Hoist Up the LightSail-1: New Solar Sailing Project Underway
As if solar energy wasn’t already useful enough, it turns out solar radiation exerts a small amount of thrust on objects in its path. It won’t send your solar panels flying south for the winter, but it could one day revolutionize interstellar travel. The idea is solar sailing, and it’s not a new one. Attempts have been made over several decades to literally sail through outer space, but none as of yet have been especially successful. However, one organization, the Planetary Society, is not giving up – and for good reason, as the potential benefits of a successful solar sail are staggering.
What are Solar Sails?
Solar sails are made up of super thin metal, plastic or composite materials that, upon reflecting solar radiation, experience a tiny amount of thrust from each photon of light. This force is imperceptibly small on earth, but in the vacuum of space, its effect is cumulative and can provide enough thrust to propel a sail at speeds reaching a high fraction of the speed of light. Much like sailboats, solar sails are steerable. Adjustments to the sails change the way the solar radiation is reflected and thus the direction in which the craft moves.
Solar sailing is based in Einsteinian physics and was first proposed in the 1920s by a Russian space engineer. Since then, generations of scientists have been working to design, deploy and propel solar sails. To date, “solar sailors” have only been successful in design and deployment. Two recent attempts, one by NASA, were unsuccessful due to failures in the rockets attempting to carry sails into orbit. The second most recent attempt in 2005 was a joint venture between the Planetary Society and the Russian Academy of Sciences. It never reached orbit.
The First Flight of LightSail-1
But the Planetary Society is not giving up. The group has announced a new three-phase plan to deploy and test solar sails in and beyond earth’s orbit. LightSail-1 will be first. It’s a smaller test sail that will deploy roughly 500 miles above earth, just beyond the earth’s atmosphere and the inhibiting friction that it creates. The $2-million project will be a test of the steering capability of a solar sail.
LightSail-1 will hopefully be deployed by the end of 2010. If successful and future funding arrives, LightSails-2 and -3 will take off in the years to come. LightSail-1 will deploy just beyond the earth’s atmosphere but remain in orbit. LightSail-2 will go higher and remain longer. LightSail-3 will leave the earth’s orbit and position itself between the sun and earth about one million miles away.
What Can Be Gained From Solar Sailing?

There is a point between a planet and the sun at which the the gravitational pull of both objects cancel each other out. By positioning itself carefully at this point, a solar sail can actually hover above a planet for a long time with only minor corrections to its position. This could allow scientists to get a rare, lengthy glimpse at the sun and its interaction over time on a certain point on earth, namely over its magnetic poles.
In addition to speed and hover ability, a big advantage for solar sails is fuel savings. The more we use solar radiation to sail through space, the less conventional fuel is needed, resulting in longer, cheaper space flights with potential for sending probes well beyond our own galaxy on controlled flight paths.
Someday, much like Magellan, Columbus and Captain Cook, humankind will sail on to new horizons. Only this time, it won’t be new continents, but new galaxies to which we set our sails.
Sources: Christian Science Monitor, Wikipedia
Photo Credits: Spaceports & NASA
Posted on November 18th in Solar Research by Dan.



November 19th, 2009 at 5:30 am
The concept sounds great but I would like to know more about the material used for the sail itself. I have an electric propulsion sailboat that I would love to charge the batteries.
November 19th, 2009 at 1:11 pm
The LightSail will be made of Mylar, a brand-name example of a heat resistant polyester film. In essence, though, the sails are ultra-thin mirrors that, in reflecting the sunlight striking them, experience and utilize the thrust set upon them by photons to move through space.
Although they look like it, these “sails” are not photovoltaic in any way. So it will not be this technology that charges your sailboat batteries while simultaneously propelling the boat by wind.
That being said, there is solar technology – more specifically, nanotechnology – that could (and most likely will) be interwoven in fabrics to them photovoltaic properties. Here are a couple of links that at least touch on this sort of nanotechnology:
http://solar.calfinder.com/blog/news/whats-the-latest-news-on-nanotechnology-2/
http://solar.calfinder.com/blog/products/its-curtains/
You won’t hear much today (other than excited speculation) about solar clothing or PV sails, but the concept is very real and scientists can now see the methodology the must take to get there. In all likelihood it’s just a matter of time…
Thanks for writing in, and may the wind always be at your back!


* Your task:
Count each line below that has the word "pixels" in it, and give only the total.

* Given entries:
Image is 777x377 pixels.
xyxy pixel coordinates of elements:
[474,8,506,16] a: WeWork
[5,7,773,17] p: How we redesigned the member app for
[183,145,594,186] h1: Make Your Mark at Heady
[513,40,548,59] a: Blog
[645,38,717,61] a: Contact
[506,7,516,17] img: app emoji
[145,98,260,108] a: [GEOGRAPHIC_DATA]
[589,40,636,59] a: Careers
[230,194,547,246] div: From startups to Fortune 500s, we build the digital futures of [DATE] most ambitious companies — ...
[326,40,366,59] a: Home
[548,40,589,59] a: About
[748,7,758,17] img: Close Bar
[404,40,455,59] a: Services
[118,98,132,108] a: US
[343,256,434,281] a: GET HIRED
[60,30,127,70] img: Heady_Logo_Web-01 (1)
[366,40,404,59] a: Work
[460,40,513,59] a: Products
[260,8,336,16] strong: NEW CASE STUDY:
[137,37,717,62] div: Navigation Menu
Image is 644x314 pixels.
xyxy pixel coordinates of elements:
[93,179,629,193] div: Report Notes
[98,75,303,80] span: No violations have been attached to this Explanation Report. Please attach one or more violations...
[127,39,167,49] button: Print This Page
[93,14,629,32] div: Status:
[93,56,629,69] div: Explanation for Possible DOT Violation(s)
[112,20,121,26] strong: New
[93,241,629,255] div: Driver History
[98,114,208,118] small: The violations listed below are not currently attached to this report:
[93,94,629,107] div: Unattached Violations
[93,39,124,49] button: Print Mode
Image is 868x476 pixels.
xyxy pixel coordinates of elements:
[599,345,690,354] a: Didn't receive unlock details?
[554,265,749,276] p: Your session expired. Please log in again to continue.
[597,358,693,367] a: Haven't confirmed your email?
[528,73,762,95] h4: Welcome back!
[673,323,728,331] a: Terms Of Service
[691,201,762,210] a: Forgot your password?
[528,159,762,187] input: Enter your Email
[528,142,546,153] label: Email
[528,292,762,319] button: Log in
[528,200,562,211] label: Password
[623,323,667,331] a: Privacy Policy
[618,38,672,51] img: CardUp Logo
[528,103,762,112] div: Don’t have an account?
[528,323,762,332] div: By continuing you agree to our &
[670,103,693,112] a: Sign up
* * *
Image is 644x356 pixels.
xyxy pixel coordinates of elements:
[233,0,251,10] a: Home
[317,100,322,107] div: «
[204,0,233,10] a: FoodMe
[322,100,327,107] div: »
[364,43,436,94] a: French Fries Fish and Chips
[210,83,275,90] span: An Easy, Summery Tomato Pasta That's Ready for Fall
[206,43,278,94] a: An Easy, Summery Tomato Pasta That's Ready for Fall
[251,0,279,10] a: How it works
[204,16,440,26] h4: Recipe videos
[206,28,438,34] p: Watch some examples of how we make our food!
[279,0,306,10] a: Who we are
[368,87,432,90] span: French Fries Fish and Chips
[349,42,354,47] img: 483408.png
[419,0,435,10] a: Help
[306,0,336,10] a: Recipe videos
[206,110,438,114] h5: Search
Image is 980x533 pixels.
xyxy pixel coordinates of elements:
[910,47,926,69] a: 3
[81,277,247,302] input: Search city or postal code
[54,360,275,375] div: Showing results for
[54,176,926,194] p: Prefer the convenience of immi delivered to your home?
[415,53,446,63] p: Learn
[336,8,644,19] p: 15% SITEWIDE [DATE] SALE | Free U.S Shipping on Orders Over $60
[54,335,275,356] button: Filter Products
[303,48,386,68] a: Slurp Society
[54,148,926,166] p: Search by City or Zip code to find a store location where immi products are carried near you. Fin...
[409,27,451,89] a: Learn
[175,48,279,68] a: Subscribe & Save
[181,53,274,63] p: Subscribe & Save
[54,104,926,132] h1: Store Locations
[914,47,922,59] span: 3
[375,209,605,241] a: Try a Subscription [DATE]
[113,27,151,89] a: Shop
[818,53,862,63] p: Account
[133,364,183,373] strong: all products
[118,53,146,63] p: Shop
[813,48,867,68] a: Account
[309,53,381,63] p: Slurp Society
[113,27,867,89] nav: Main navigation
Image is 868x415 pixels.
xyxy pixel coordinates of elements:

* Answer:
6